Shell and the Department of Marine and Natural Resources have declined to comment on apparent evidence that construction work has already started on the controversial onshore section of the Corrib gas pipeline.

An estimated 700m stretch of assembled piping visible across the Glenamoy river where it enters the Sruth Mhada Conn estuary is one of a series of works carried out on Shell’s behalf which landowners attempted unsuccessfully to raise in the High Court last week.

Ten-metre steel-sheet pylons have been driven into the ground, topsoil and foliage has been removed, and cliff faces have been broken open in several locations at Glengad and under Dooncarton Hill.

Currently, Shell has consent only for “preparatory” work on the 9km onshore stretch of high-pressure pipeline linking the Corrib field to the approved terminal or refinery at Bellanaboy, according to Minister for Marine and Natural Resources Noel Dempsey.

The company has now suspended all work on the pipeline at the request of the Minister, following his decision to commission another safety review. Shell E&P Ireland Ltd and the department said that as the matters were the subject of legal proceedings, it would be inappropriate to comment further.

The five residents who are in jail and landowner BrId McGarry compiled affidavits for the High Court listing the instances where, they claim, construction occurred. This was to back up their main contention that Shell E&P Ireland has itself been in breach of the injunction which it secured on April 4th last and over which the five men were sent to prison.

The assembled piping, photographed by The Irish Times, was welded in the Coillte-planted forestry area during the past month, according to Ms McGarry, who lives just a couple of hundred metres from the opposite riverbank. Dates of welding are on separate sections of the pipeline.

The company also drilled piles into the ground rock, resulting in sustained vibrating of windows at her home, where she lives with her widowed mother.

Speaking at a rally in support of her imprisoned neighbours in Ballina, Co Mayo, on Saturday, MsMcGarry outlined efforts to highlight this as a key aspect of the controversy.

When the five imprisoned men tried to bring their own injunction on this issue last Monday, president of the High Court Mr Justice Joseph Finnegan said it seemed to him a ludicrous proposition when they were in flagrant breach of a court order.

Ms McGarry told The Irish Times she reported the work to gardaI in Belmullet, Co Mayo, on June 18th.

Since her statement, she has had no contact from the Department of Marine and Natural Resources, which has sole responsibility for monitoring the pipeline development approved by compulsory acquisition orders in 2002.

Ms McGarry believes that last Monday’s proposal by lawyers for Shell in the High Court could be interpreted as an admission that it has violated its own order.
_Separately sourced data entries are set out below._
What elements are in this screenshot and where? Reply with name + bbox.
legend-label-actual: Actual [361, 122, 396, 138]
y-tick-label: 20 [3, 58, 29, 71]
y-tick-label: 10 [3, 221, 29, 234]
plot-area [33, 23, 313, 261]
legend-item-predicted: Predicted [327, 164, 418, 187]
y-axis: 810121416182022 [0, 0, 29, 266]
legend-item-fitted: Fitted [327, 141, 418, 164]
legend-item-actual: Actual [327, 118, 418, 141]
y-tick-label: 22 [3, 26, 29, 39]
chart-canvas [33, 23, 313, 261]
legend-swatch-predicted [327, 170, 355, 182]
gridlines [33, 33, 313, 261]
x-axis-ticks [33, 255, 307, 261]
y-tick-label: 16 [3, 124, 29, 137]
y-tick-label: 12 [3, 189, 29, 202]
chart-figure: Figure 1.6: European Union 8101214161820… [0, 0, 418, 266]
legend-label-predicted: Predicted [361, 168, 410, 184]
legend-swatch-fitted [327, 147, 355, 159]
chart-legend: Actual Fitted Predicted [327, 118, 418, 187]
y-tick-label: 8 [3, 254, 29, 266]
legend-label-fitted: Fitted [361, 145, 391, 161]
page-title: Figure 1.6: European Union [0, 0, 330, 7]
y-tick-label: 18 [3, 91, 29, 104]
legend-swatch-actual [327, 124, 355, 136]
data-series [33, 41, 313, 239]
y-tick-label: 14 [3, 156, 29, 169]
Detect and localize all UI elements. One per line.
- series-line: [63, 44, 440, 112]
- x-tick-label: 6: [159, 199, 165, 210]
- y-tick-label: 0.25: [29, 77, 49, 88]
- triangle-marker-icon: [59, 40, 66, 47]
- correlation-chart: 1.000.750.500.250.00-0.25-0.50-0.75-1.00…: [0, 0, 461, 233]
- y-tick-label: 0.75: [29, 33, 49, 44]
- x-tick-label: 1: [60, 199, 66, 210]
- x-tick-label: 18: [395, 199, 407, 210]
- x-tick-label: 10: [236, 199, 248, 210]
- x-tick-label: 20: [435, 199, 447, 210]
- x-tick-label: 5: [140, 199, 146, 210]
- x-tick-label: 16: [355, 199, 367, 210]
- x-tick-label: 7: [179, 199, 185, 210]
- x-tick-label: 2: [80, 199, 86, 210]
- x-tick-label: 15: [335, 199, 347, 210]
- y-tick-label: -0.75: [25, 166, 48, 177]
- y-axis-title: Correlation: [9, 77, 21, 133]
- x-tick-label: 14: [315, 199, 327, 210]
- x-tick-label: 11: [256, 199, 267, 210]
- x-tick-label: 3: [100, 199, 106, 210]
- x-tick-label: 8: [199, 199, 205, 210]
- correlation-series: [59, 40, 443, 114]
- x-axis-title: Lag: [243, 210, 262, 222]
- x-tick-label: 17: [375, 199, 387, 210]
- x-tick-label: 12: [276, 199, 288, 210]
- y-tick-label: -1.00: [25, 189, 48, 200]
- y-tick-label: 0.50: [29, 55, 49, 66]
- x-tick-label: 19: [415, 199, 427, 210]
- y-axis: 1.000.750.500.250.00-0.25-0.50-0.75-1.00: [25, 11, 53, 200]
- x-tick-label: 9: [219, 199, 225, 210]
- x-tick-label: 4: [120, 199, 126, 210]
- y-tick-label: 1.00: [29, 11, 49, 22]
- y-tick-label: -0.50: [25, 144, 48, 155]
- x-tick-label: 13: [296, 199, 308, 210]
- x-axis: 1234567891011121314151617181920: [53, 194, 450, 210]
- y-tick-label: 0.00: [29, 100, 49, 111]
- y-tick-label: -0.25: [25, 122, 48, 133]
Counsel for the company proposed it would only carry out works in accordance with ministerial consent under the Gas Act.

Prof Werner Blau, professor of physics at Trinity College Dublin, has obtained photographic evidence, seen by The Irish Times, which backs up Ms McGarry’s claims.

Prof Blau, who is a part-time resident of Rossport, said that all of this contradicted a statement to the Dail on June 30th by Minister for Marine and Natural Resources Noel Dempsey, in which he said he was “evaluating” the company’s decision to install and commission the pipeline.

Prof Blau said the minister’s new safety review would be of no great benefit.

Mr Dempsey’s department was caught up with “design, construction and operation issues”, and not with the consequences of a pipeline failure, he said.

“They are afraid to ask the simple question: how many would die and what extent the damage would be,” Prof Blau said.

There was also the serious issue of the stability of Dooncarton Hill, which was subject to landslides in September 2003, he added.